George Bernard Shaw’s Caesar and Cleopatra

An evening pause: The central scene from the 1976 television production of George Bernard Shaw’s Caesar and Cleopatra, starring Alec Guinness and Genevieve Bujold.

[The uproar in the streets again reaches them.]
Caesar: Do you hear? These knockers at your gate are also believers in vengence and in stabbing. You have slain their leader: it is right that they shall slay you. If you doubt it, ask your four counselors here. And then in the name of that right [he emphasizes the word with great scorn] shall I not slay them for murdering their Queen, and be slain in my turn by their countrymen as the invader of their fatherland? Can Rome do less then slay these slayers, too, to show the world how Rome avenges her sons and her honor. And so, to the end of history, murder shall breed murder, always in the name of right and honor and peace, until the gods are tired of blood and create a race than can understand.

Superman – The Mad Scientist

An evening pause: The first Max Fleischer Superman cartoon, The Mad Scientist (1941), from a time when Americans believed that all things were possible, and that our nation stood for the best of those possibilities. When evil men try to destroy skyscrapers and kill innocent people, you don’t stand idly by, you fight them, and stop them.

Cable subscribers flee to internet

More technology disruption! Cable companies are losing subscribers, and it appears they are shifting their video viewing to the internet. Key quote:

Consumers who use the Internet to get their movies and TV shows bypass not just the cable companies, but the cable networks that produce the content. The move could have the same disruptive effect on the TV and movie industries as digital downloads have had on music.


* [What the task asks]
As an exercise, transcribe the data below in full and exactly, omitting pictures.
◆ ◆ ◆
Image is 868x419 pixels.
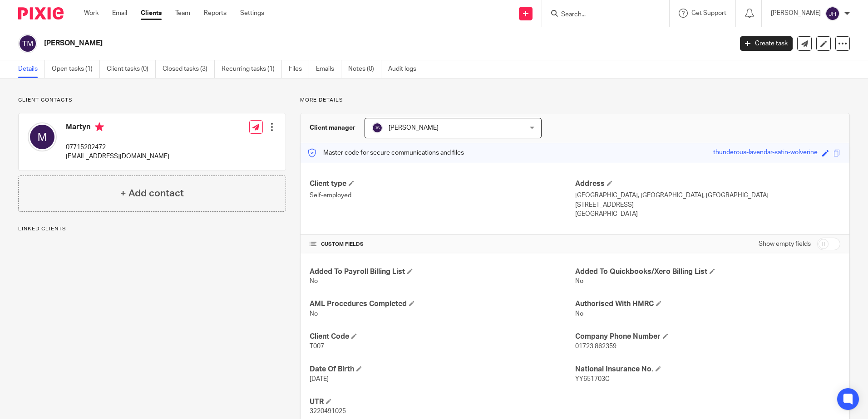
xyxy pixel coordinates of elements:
a: Team [176,8,190,18]
h4: Added To Payroll Billing List [310,267,575,277]
div: thunderous-lavendar-satin-wolverine [713,148,818,159]
p: [PERSON_NAME] [771,8,821,18]
span: 3220491025 [310,408,346,415]
img: svg%3E [825,6,840,21]
h4: Client type [310,179,575,189]
a: Clients [141,8,161,18]
p: Self-employed [310,191,575,200]
h4: National Insurance No. [575,365,841,374]
a: Create task [740,36,793,51]
p: Linked clients [18,225,286,232]
span: No [575,311,583,317]
h4: Address [575,179,841,189]
span: [PERSON_NAME] [389,125,438,131]
span: 01723 862359 [575,343,617,350]
a: Settings [240,8,264,18]
a: Details [18,60,45,78]
img: svg%3E [18,34,37,53]
p: Master code for secure communications and files [307,148,464,157]
h4: + Add contact [121,187,184,201]
h4: Added To Quickbooks/Xero Billing List [575,267,841,277]
span: [DATE] [310,376,329,383]
img: svg%3E [372,123,383,133]
a: Audit logs [388,60,423,78]
a: Open tasks (1) [52,60,100,78]
a: Notes (0) [348,60,381,78]
a: Reports [204,8,227,18]
p: Client contacts [18,96,286,104]
a: Work [84,8,99,18]
h3: Client manager [310,123,355,132]
p: More details [300,96,850,104]
a: Client tasks (0) [107,60,156,78]
h4: CUSTOM FIELDS [310,241,575,248]
label: Show empty fields [759,240,811,249]
span: No [310,311,318,317]
p: [GEOGRAPHIC_DATA] [575,210,841,218]
h4: UTR [310,397,575,407]
p: [EMAIL_ADDRESS][DOMAIN_NAME] [66,152,169,161]
h4: Date Of Birth [310,365,575,374]
a: Email [112,8,127,18]
img: Pixie [18,7,63,20]
img: svg%3E [27,123,57,151]
h4: Martyn [66,123,169,134]
input: Search [560,11,642,19]
h2: [PERSON_NAME] [44,39,590,48]
span: No [310,278,318,285]
span: Get Support [691,10,726,16]
span: T007 [310,343,324,350]
span: No [575,278,583,285]
a: Closed tasks (3) [163,60,215,78]
h4: AML Procedures Completed [310,299,575,309]
a: Files [289,60,309,78]
p: [STREET_ADDRESS] [575,201,841,210]
h4: Authorised With HMRC [575,299,841,309]
p: 07715202472 [66,143,169,152]
a: Recurring tasks (1) [221,60,282,78]
h4: Company Phone Number [575,332,841,342]
span: YY651703C [575,376,610,383]
p: [GEOGRAPHIC_DATA], [GEOGRAPHIC_DATA], [GEOGRAPHIC_DATA] [575,191,841,200]
h4: Client Code [310,332,575,342]
a: Emails [316,60,341,78]
i: Primary [95,123,104,132]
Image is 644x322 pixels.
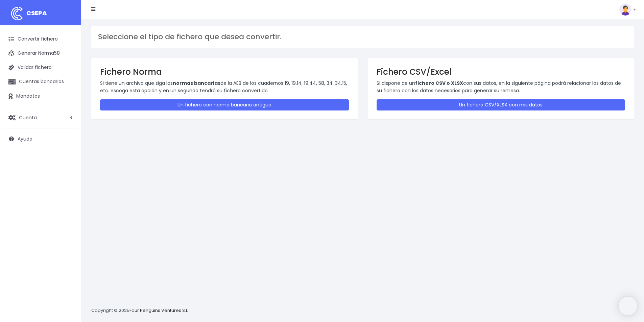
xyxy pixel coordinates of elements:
p: Si dispone de un con sus datos, en la siguiente página podrá relacionar los datos de su fichero c... [376,80,625,95]
span: Cuenta [19,114,37,121]
h3: Fichero CSV/Excel [376,67,625,77]
p: Si tiene un archivo que siga las de la AEB de los cuadernos 19, 19.14, 19.44, 58, 34, 34.15, etc.... [100,80,349,95]
a: Un fichero con norma bancaria antiguo [100,99,349,111]
span: CSEPA [27,9,47,17]
a: Ayuda [3,132,78,146]
a: Mandatos [3,89,78,103]
a: Four Penguins Ventures S.L. [129,307,189,313]
strong: normas bancarias [173,80,220,87]
h3: Fichero Norma [100,67,349,77]
a: Un fichero CSV/XLSX con mis datos [376,99,625,111]
strong: fichero CSV o XLSX [415,80,463,87]
p: Copyright © 2025 . [91,307,190,314]
h3: Seleccione el tipo de fichero que desea convertir. [98,32,627,41]
img: profile [619,3,631,16]
a: Cuentas bancarias [3,74,78,89]
img: logo [9,5,25,22]
a: Generar Norma58 [3,46,78,61]
a: Cuenta [3,111,78,125]
a: Validar fichero [3,61,78,74]
a: Convertir fichero [3,32,78,46]
span: Ayuda [17,136,32,143]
◆ ◆ ◆
* [Task answer]
Image is 868x419 pixels.
xyxy pixel coordinates of elements:
a: Team [176,8,190,18]
h4: Added To Payroll Billing List [310,267,575,277]
div: thunderous-lavendar-satin-wolverine [713,148,818,159]
p: [PERSON_NAME] [771,8,821,18]
span: 3220491025 [310,408,346,415]
img: svg%3E [825,6,840,21]
h4: Client type [310,179,575,189]
a: Clients [141,8,161,18]
p: Self-employed [310,191,575,200]
h4: National Insurance No. [575,365,841,374]
a: Create task [740,36,793,51]
p: Linked clients [18,225,286,232]
span: No [575,311,583,317]
h4: Address [575,179,841,189]
span: [PERSON_NAME] [389,125,438,131]
span: 01723 862359 [575,343,617,350]
a: Settings [240,8,264,18]
a: Details [18,60,45,78]
img: svg%3E [18,34,37,53]
p: Master code for secure communications and files [307,148,464,157]
h4: + Add contact [121,187,184,201]
h4: Added To Quickbooks/Xero Billing List [575,267,841,277]
span: [DATE] [310,376,329,383]
img: svg%3E [372,123,383,133]
a: Audit logs [388,60,423,78]
a: Open tasks (1) [52,60,100,78]
a: Notes (0) [348,60,381,78]
a: Reports [204,8,227,18]
p: Client contacts [18,96,286,104]
a: Work [84,8,99,18]
h3: Client manager [310,123,355,132]
p: More details [300,96,850,104]
a: Client tasks (0) [107,60,156,78]
h4: CUSTOM FIELDS [310,241,575,248]
label: Show empty fields [759,240,811,249]
span: No [310,311,318,317]
p: [GEOGRAPHIC_DATA] [575,210,841,218]
h4: UTR [310,397,575,407]
p: [EMAIL_ADDRESS][DOMAIN_NAME] [66,152,169,161]
h4: Date Of Birth [310,365,575,374]
a: Email [112,8,127,18]
img: Pixie [18,7,63,20]
img: svg%3E [27,123,57,151]
h4: Martyn [66,123,169,134]
input: Search [560,11,642,19]
h2: [PERSON_NAME] [44,39,590,48]
span: No [310,278,318,285]
span: Get Support [691,10,726,16]
span: T007 [310,343,324,350]
span: No [575,278,583,285]
a: Closed tasks (3) [163,60,215,78]
h4: AML Procedures Completed [310,299,575,309]
a: Files [289,60,309,78]
p: [STREET_ADDRESS] [575,201,841,210]
h4: Authorised With HMRC [575,299,841,309]
p: 07715202472 [66,143,169,152]
a: Recurring tasks (1) [221,60,282,78]
h4: Company Phone Number [575,332,841,342]
span: YY651703C [575,376,610,383]
p: [GEOGRAPHIC_DATA], [GEOGRAPHIC_DATA], [GEOGRAPHIC_DATA] [575,191,841,200]
h4: Client Code [310,332,575,342]
a: Emails [316,60,341,78]
i: Primary [95,123,104,132]
Image is 644x322 pixels.
xyxy pixel coordinates of elements:
p: Si dispone de un con sus datos, en la siguiente página podrá relacionar los datos de su fichero c... [376,80,625,95]
span: Cuenta [19,114,37,121]
h3: Fichero CSV/Excel [376,67,625,77]
p: Si tiene un archivo que siga las de la AEB de los cuadernos 19, 19.14, 19.44, 58, 34, 34.15, etc.... [100,80,349,95]
a: Un fichero con norma bancaria antiguo [100,99,349,111]
span: CSEPA [27,9,47,17]
a: Ayuda [3,132,78,146]
a: Mandatos [3,89,78,103]
a: Four Penguins Ventures S.L. [129,307,189,313]
strong: normas bancarias [173,80,220,87]
h3: Fichero Norma [100,67,349,77]
a: Un fichero CSV/XLSX con mis datos [376,99,625,111]
strong: fichero CSV o XLSX [415,80,463,87]
p: Copyright © 2025 . [91,307,190,314]
h3: Seleccione el tipo de fichero que desea convertir. [98,32,627,41]
img: profile [619,3,631,16]
a: Cuentas bancarias [3,74,78,89]
img: logo [9,5,25,22]
a: Generar Norma58 [3,46,78,61]
a: Cuenta [3,111,78,125]
a: Validar fichero [3,61,78,74]
a: Convertir fichero [3,32,78,46]
span: Ayuda [17,136,32,143]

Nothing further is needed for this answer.